Maebara Issei (born April 28, 1834, Hagi, Nagato province, Japan—died Dec. 3, 1876, Hagi) was a Japanese soldier-politician who helped to establish the 1868 Meiji Restoration (which ended the feudal Tokugawa shogunate and reinstated direct rule of the emperor) and who became a major figure in the new government until 1876, when he led a short-lived revolt that cost him his life.
Born into a low-ranking samurai family, Maebara as a young man studied at the Shōka-sonjuku, the private school founded in 1856 by the activist-scholar Yoshida Shōin, who later was executed for plotting against the shogunate. By 1860 Maebara had begun to participate in anti-shogun activities. He joined the 1864 uprising in his native fief of Chōshū and four years later helped lead the Chōshū forces that finally overthrew the shogunate. First appointed governor of Echigo province (now Niigata prefecture), he then became a cabinet councillor and briefly minister of war in the new imperial government.
In 1874 Maebara helped to quell the great rebellion at Saga led by his former associate Etō Shimpei.
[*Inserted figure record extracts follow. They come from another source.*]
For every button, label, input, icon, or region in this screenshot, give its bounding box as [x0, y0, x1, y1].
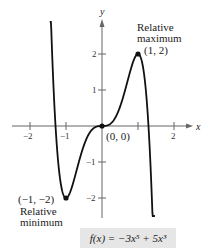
x-tick-label-2: 2	[171, 132, 176, 141]
x-axis-arrow-icon	[186, 124, 193, 129]
x-tick-label-neg2: −2	[23, 132, 33, 141]
y-axis-arrow-icon	[100, 19, 105, 27]
min-point-label: (−1, −2)	[18, 194, 54, 205]
relative-minimum-point	[63, 195, 68, 200]
y-tick-label-neg1: −1	[86, 158, 96, 167]
y-axis-label: y	[100, 6, 104, 17]
y-tick-label-1: 1	[92, 86, 97, 95]
y-tick-label-2: 2	[92, 50, 97, 59]
x-axis-label: x	[196, 121, 200, 132]
max-annotation-line2: maximum	[137, 33, 182, 44]
function-equation-label: f(x) = −3x⁵ + 5x³	[80, 228, 176, 248]
y-tick-label-neg2: −2	[86, 194, 96, 203]
origin-point	[99, 123, 104, 128]
origin-point-label: (0, 0)	[106, 131, 130, 142]
relative-maximum-point	[135, 51, 140, 56]
min-annotation-line2: minimum	[20, 217, 63, 228]
max-point-label: (1, 2)	[144, 45, 168, 56]
x-tick-label-neg1: −1	[60, 132, 70, 141]
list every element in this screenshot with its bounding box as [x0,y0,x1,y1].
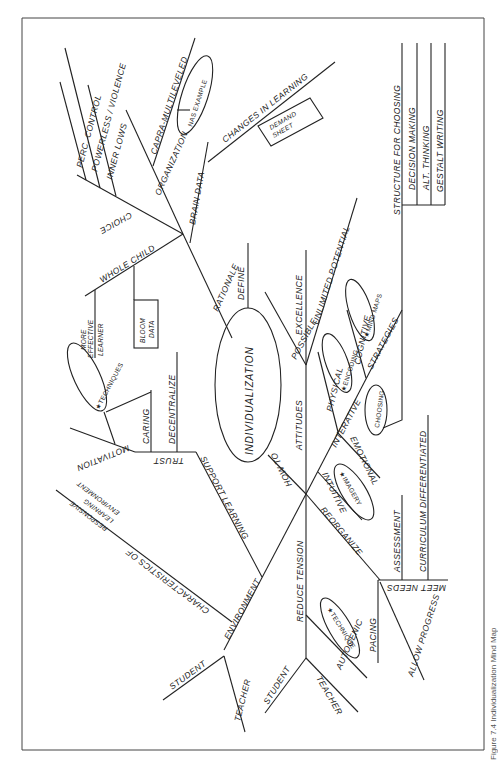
more-effective-3: LEARNER [97,323,104,356]
excellence-label: EXCELLENCE [294,275,304,335]
whole-child-label: WHOLE CHILD [98,243,157,285]
meet-needs-label: MEET NEEDS [387,583,446,593]
reduce-tension-label: REDUCE TENSION [295,540,305,622]
pacing-label: PACING [368,618,378,652]
gestalt-label: GESTALT WRITING [435,109,445,192]
structure-label: STRUCTURE FOR CHOOSING [392,85,402,215]
reduce-teacher-label: TEACHER [314,674,344,717]
mind-map-figure: INDIVIDUALIZATION RATIONALE BRAIN DATA C… [0,0,498,764]
env-teacher-label: TEACHER [232,678,252,723]
attitudes-label: ATTITUDES [294,400,304,451]
choice-label: CHOICE [98,210,134,236]
alt-thinking-label: ALT. THINKING [421,125,431,191]
characteristics-label: CHARACTERISTICS OF [124,547,212,616]
decision-label: DECISION MAKING [407,107,417,190]
decentralize-label: DECENTRALIZE [167,374,177,444]
env-student-label: STUDENT [167,658,208,692]
environment-label: ENVIRONMENT [222,577,263,641]
how-to-label: HOW TO [269,451,294,489]
choosing-label: CHOOSING [373,390,385,428]
techniques-label: ★TECHNIQUES [94,361,126,411]
reduce-student-label: STUDENT [261,664,292,706]
allow-progress-label: ALLOW PROGRESS [405,593,441,679]
emotional-label: EMOTIONAL [348,434,381,487]
support-learning-label: SUPPORT LEARNING [198,454,251,541]
define-label: DEFINE [236,266,246,300]
trust-label: TRUST [153,456,184,466]
mind-map-canvas: INDIVIDUALIZATION RATIONALE BRAIN DATA C… [0,0,498,764]
changes-in-learning-line [208,62,335,162]
unlimited-label: UNLIMITED POTENTIAL [310,225,351,326]
brain-data-label: BRAIN DATA [187,171,206,226]
motivation-label: MOTIVATION [75,443,131,473]
caring-label: CARING [141,409,151,444]
env-student-line [163,656,224,700]
more-effective-2: EFFECTIVE [87,319,94,358]
bloom-data-2: DATA [148,320,155,338]
assessment-label: ASSESSMENT [392,509,402,573]
center-node-label: INDIVIDUALIZATION [244,347,255,455]
organization-line [126,110,183,234]
bloom-data-1: BLOOM [139,318,146,343]
curriculum-label: CURRICULUM DIFFERENTIATED [418,430,428,572]
figure-caption: Figure 7.4 Individualization Mind Map [489,627,498,760]
changes-in-learning-label: CHANGES IN LEARNING [220,71,310,144]
nas-example-label: NAS EXAMPLE [186,78,208,127]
He opposed some of the government’s policies, however, especially its attempts to replace samurai warriors with a peasant conscript army and its failure to invade Korea. In October 1876 Maebara decided to lead dissident Chōshū samurai against the new regime, stating that he intended to “sweep traitors from the side of the emperor.” His rebellion failed, however, and he was captured and executed.